Published 3 months ago by T. Ryan

5.0 out of 5 stars A highwayscribery "Book Report"
The continent "groans" again and again.

The night is too often "sad," the cities are "mad" or "wild" and "sad" some more. Read more
Published 5 months ago by Stephen Siciliano

4.0 out of 5 stars Powerful


"On the Road" - Jack Kerouac's autobiographical novel of the exhilarating and exhausting cross-country road trips of 20-somethings Sal Paradise and Dean Moriarty -... Read more
Published 6 months ago by Kathryn Atwood

5.0 out of 5 stars Incredible.
On the Road: The Original Scroll was my first Jack Kerouac novel. It's now tied with the Catcher in the Rye as my favorite book. Read more
Published 8 months ago by Liv Watson

4.0 out of 5 stars Dean is the best.
If you feel like having a great travel read..who is a little nuts, you will enjoy this. I did.
Published 8 months ago by Valerie Brown

1.0 out of 5 stars You're kidding, right?
OK, I tried to read this several times with no luck.

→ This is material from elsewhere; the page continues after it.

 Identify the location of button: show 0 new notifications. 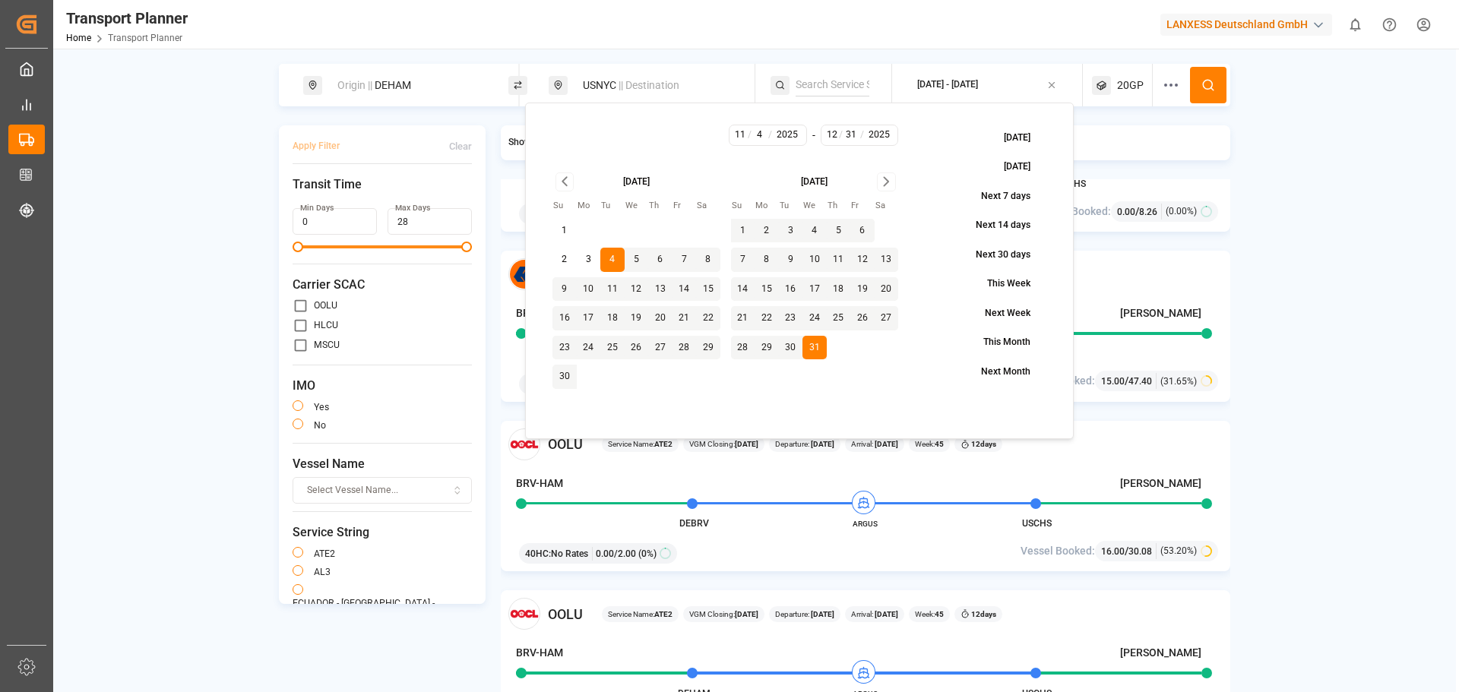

It is quite possibly the most boring non-story ever committed to paper. Read more
Published 11 months ago by Surfdaddy

5.0 out of 5 stars In a Class by Itself
I mean, it's hard to write a review of something that people are stil trying to figure out exactly what it is, poem, novel, autobiography, jazz riff, all the above. Read more
Published 16 months ago by Driver9

5.0 out of 5 stars awesome read
this book was required reading when I was in high school, to be able to reread it with all the real people mentioned was a wonderful treat
Published 17 months ago by Michael

5.0 out of 5 stars Wow! He KNEW Time!